Freeman Hunt said...

NaNoWriMo is almost over.

XWL said...

Like the subject of this music video, you are a Nikon Girl, is Meade a Canon Boy, too?

(warning: white boy rapping at link, apologies, but in his defense, he's a remarkable photographer)

Ann Althouse said...

@XWL Meade and I both use Sony cameras for our everyday little cameras to carry around, though he's more likely to use his iPhone, so he can email/text picture to people. I have a Nikon for special occasions. Years ago, when I used film, I had (still have) a Canon.

Big Mike said...

Looks like the sort of stairwell that smells of urine and sweat.

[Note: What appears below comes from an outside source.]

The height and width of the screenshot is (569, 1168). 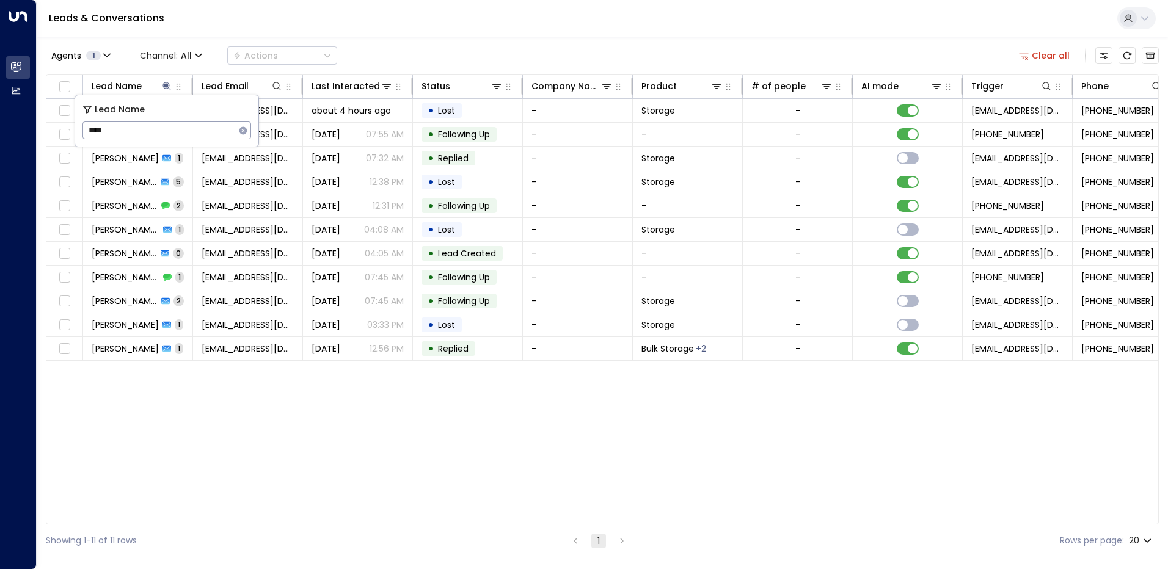 What do you see at coordinates (178, 253) in the screenshot?
I see `span: 0` at bounding box center [178, 253].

BTW, glad you and Meade had a safe return.

ricpic said...

Thoroughly Hitchcockian

Passerbys can hardly guess
That up the stairs lies a mess
On the floor behind the door.
Why should they, what for,
Why add to the sum of their distress?


The photo immediately brought Hitchcock's Frenzy to mind: the last scene where London pedestrians pass a doorway oblivious to the ghastly murder taking place just above their heads.

Elliott A said...

Those are the very stairs that the AGW crowd push the skeptics down!

Elliott A said...

I like the Sonys, but the memory stick is significantly more expensive than an sd card. so I just bought a new Canon.

Chip Ahoy said...

I love my Nikon with a love that is pure. But I have to admit, those Canons sure do take good pictures. And there are other cameras that are great too.

Today I baked some bread that was started last week. Denver sourdough bread, developed from a culture captured from the wind passing through Denver and cultivated the same way as another culture developed from organisms present on the surface of wheat grain. But that's another separate story.

Lou said...

As I was cleaning the house and watching X-Men episodes in the background, I noted a though experiment. In the episode Charles Xavier communicates from 20 years in the future to present day to warn them of how awful the future is. He tries to guide them to changing it.

Would you choose to ask someone 20 years in the past to change something major (assassination, etc) to alter our present if there's a even chance of making the present Better or Worse? Is the Now bad enough that it's worth risking it?

Which then got me thinking about the political parties. I have my opinion on the dogmatic answer from both sides.